Wednesday, March 8, 2023

605. A Vale Press Collector: Constance Astley (5)

At the end of the year 1941, Chas J. Sawyer in Grafton Street, London, sold Constance Astley's collection - without mentioning her name - via catalogue No. 166. Some Vale Press items were listed on pages 8, 9 and 10, but most were described in a separate section 'Vale Press' on pages 55 to 59. The catalogue does not contain all special copies from the collection and it describes books that were apparently not yet part of her collection in 1928. 

The Book Beautiful.
Chas J. Sawyer Ltd., 1941,
catalogue No. 166
[The Grolier Club, New York]


Books not listed in the sales catalogue

Duplicate copies on paper are not mentioned. This is easily explained: the description of one copy was sufficient and if several customers came for it, several copies happened to be available. This is not exceptional.

Only one of the two paper copies of Apuleius' Latin edition is therefore listed, and the same applies, for example, to the three-volume Shelley edition.

What may be surprising is that thirteen copies on vellum are not included in this catalogue. Surely inclusion could have made the Christmas catalogue much more attractive. A reason for the omission is anyone's guess. It is most likely that Sawyer already had buyers in mind, or, that collectors had already scooped up a few prizes. 

However, because of this, both vellum copies of Blake's Poetical Sketches are missing, and exactly the same goes for Ricketts's Defence of the Revival of Printing and Michael Field's The Race of Leaves. The impression of Astley's collection is thus a lot poorer, simpler, less complete than it actually was.

The Book Beautiful. Chas J. Sawyer Ltd., 1941,
catalogue No. 166, page 55
[The Grolier Club, New York]


Books not listed in Astley's library catalogue


Conversely, Sawyer's catalogue includes some Vale Press books not catalogued in 1928; Constance Astley probably acquired these between 1928 and her death in 1940.

The Book Beautiful. Chas J. Sawyer Ltd., 1941,
catalogue No. 166, page 9
[The Grolier Club, New York]

Maurice Guérin's The Centaur. The Bacchante is described in Astley's catalogue as an ordinary copy, and it is described in Sawyer's catalogue on page 57 (no. 163): 'With woodcuts, 8vo, buckram'. But on page 9 - in a section for 'Superb Modern Bindings' - a second copy is listed:

Niger morocco extra, broad gilt line borders enclosing blind tooling on sides, title of book stamped in blind on upper cover, gilt edges by Florence Paget with her initials and date 1902 on inside lower cover.

This - see previous blogs - is another book binding designed and executed by a female binder.

Although I noted earlier that, in 1928, Astley did not own any book bindings specially designed by Ricketts, she apparently acquired one later. Sawyer describes a special copy of Constable's Poems and Sonnets (not in the special section for bookbindings, but in the Vale Press section):

white pigskin, gilt and blind tooled to a design by C. Ricketts

The Book Beautiful. Chas J. Sawyer Ltd., 1941, catalogue No. 166, page 56
[The Grolier Club, New York]

One copy of this book in such a binding is known to exist, and it is now part of Houghton Library, Harvard Library, Cambridge.

Present locations of books from Astley's collection


The above copy of Constable's Poems and Sonnets in Harvard may once have been Constance Astley's - unless several copies (unknown to me) feature this Ricketts-designed pigskin binding.

The two volumes of Tennyson's poems, bound by Sarah T. Prideaux, either ended up in the British Library or in Duke University Library (where, incidentally, only one of the two volumes is found).

The Book Beautiful. Chas J. Sawyer Ltd., 1941, catalogue No. 166, page 10
[The Grolier Club, New York]

Beyond these two items, it cannot be determined at all in which libraries her Vale Press books ended up. (Some other private presses numbered all copies and, with a lot of patience,  these can be traced back to her collection.) 

This lavish private collection, which led a semi-secret existence during the collector's lifetime, ended up in an untraceable collection after her death. A journey from invisibility to obscurity.

Note
Thanks are due to Scott Elwood, The Grolier Club, New York, for providing scans of the Sawyer catalogue.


# EXERCISE AIM
Starting with the line where "Click and drag to select wine glass." appears, print every line through the end of the entries below exactly as it stands, and leave out the pictures.

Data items
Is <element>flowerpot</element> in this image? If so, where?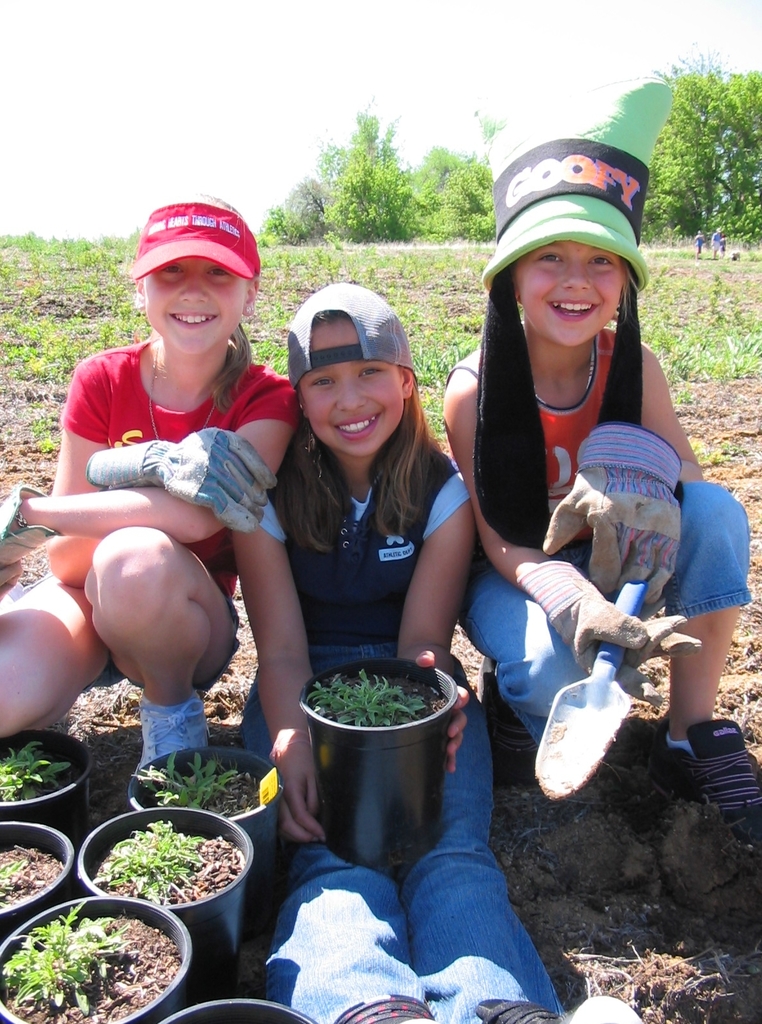
Yes, at 0/891/195/1022.
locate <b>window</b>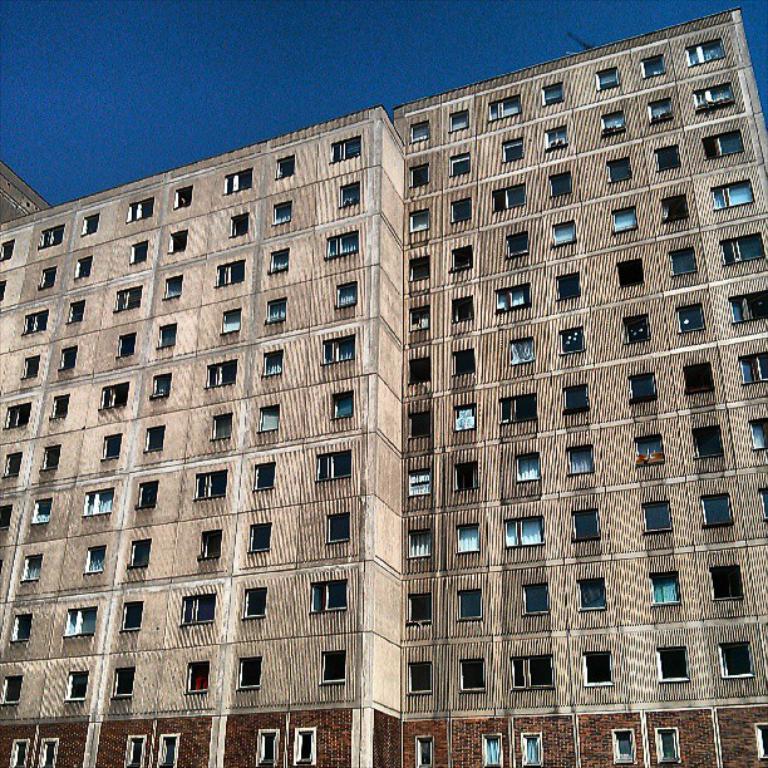
<box>408,659,434,695</box>
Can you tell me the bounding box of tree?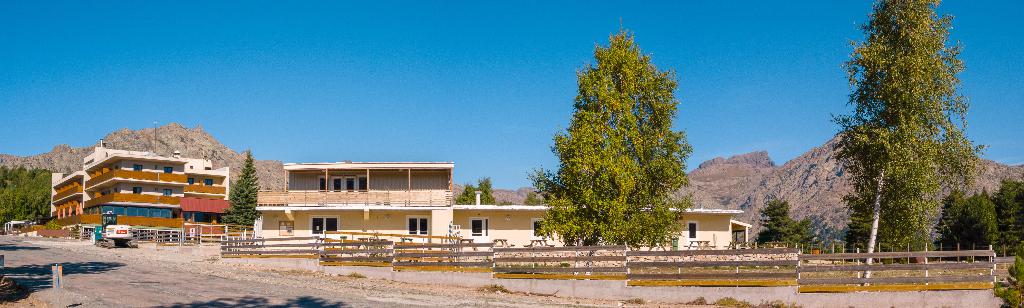
[left=0, top=165, right=65, bottom=230].
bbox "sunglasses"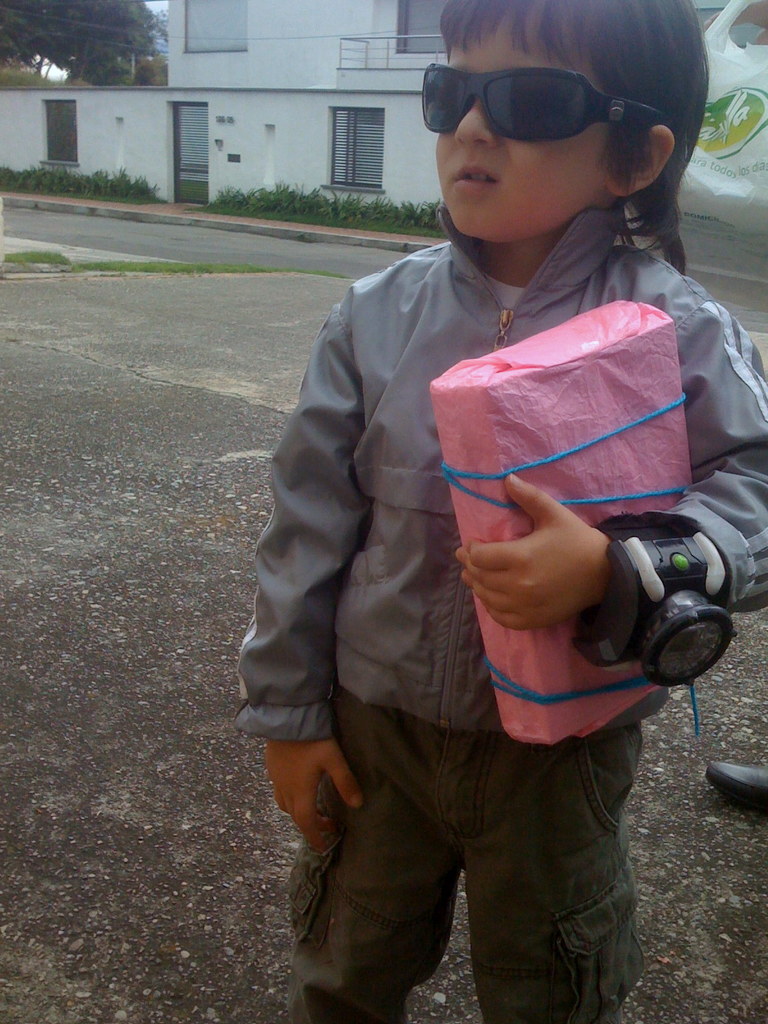
locate(406, 52, 676, 154)
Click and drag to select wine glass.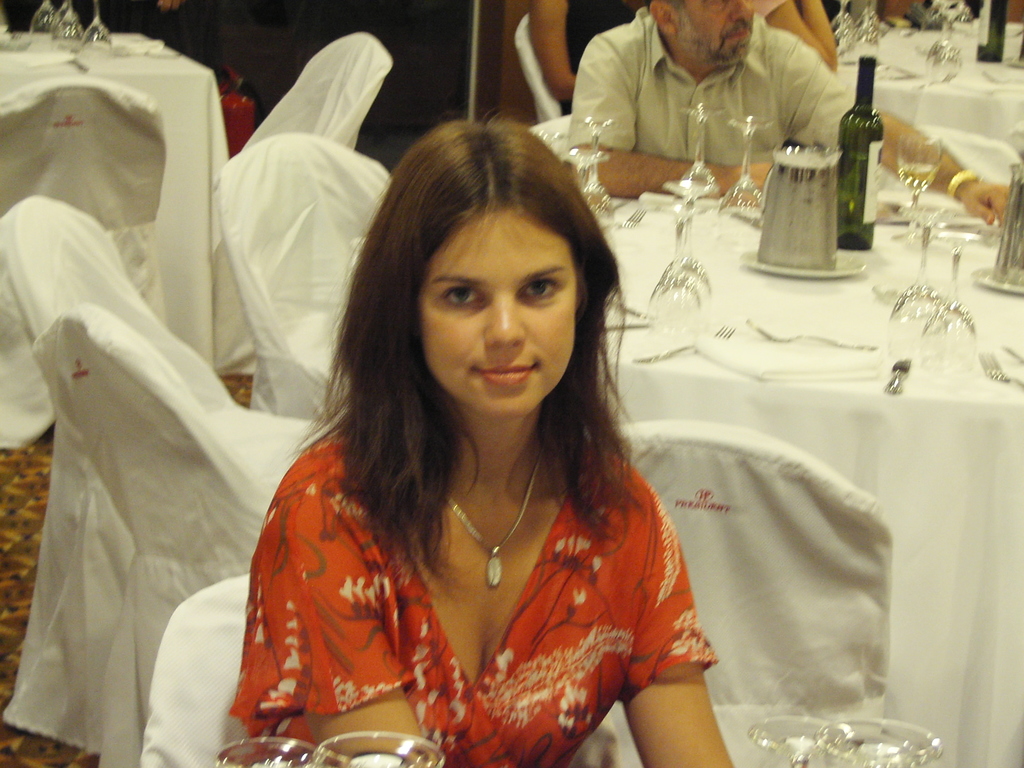
Selection: [x1=636, y1=214, x2=701, y2=327].
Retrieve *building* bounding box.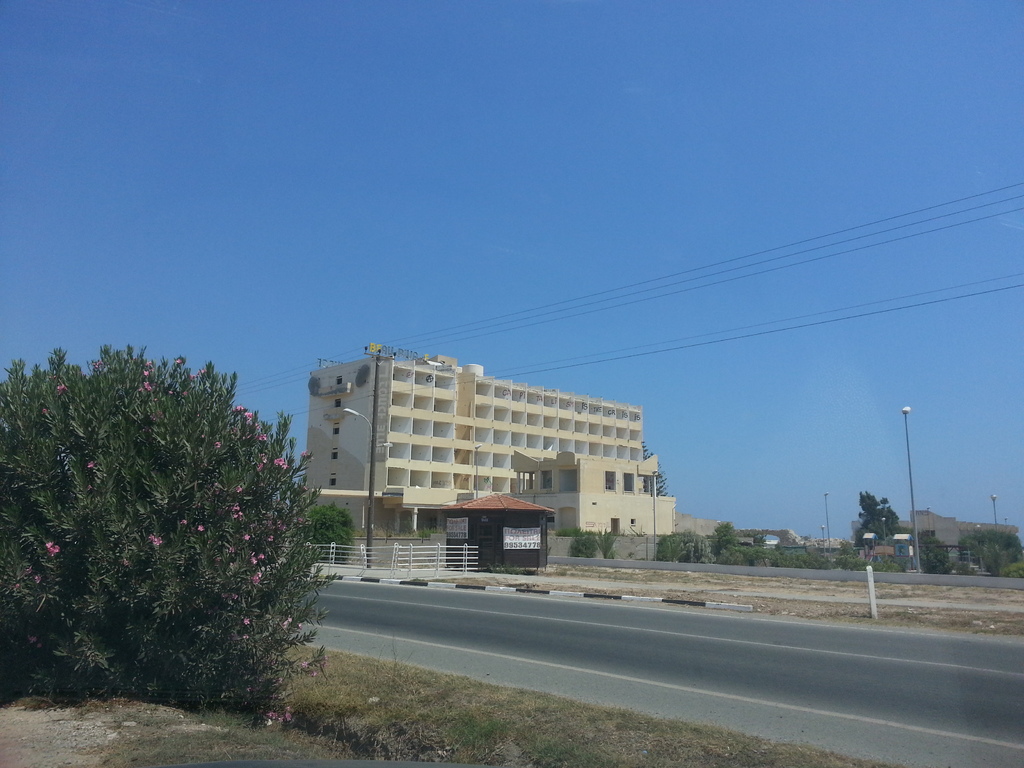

# SOLVED EXERCISE
Click and drag to select wine glass.
Selection: [x1=636, y1=214, x2=701, y2=327].
Retrieve *building* bounding box.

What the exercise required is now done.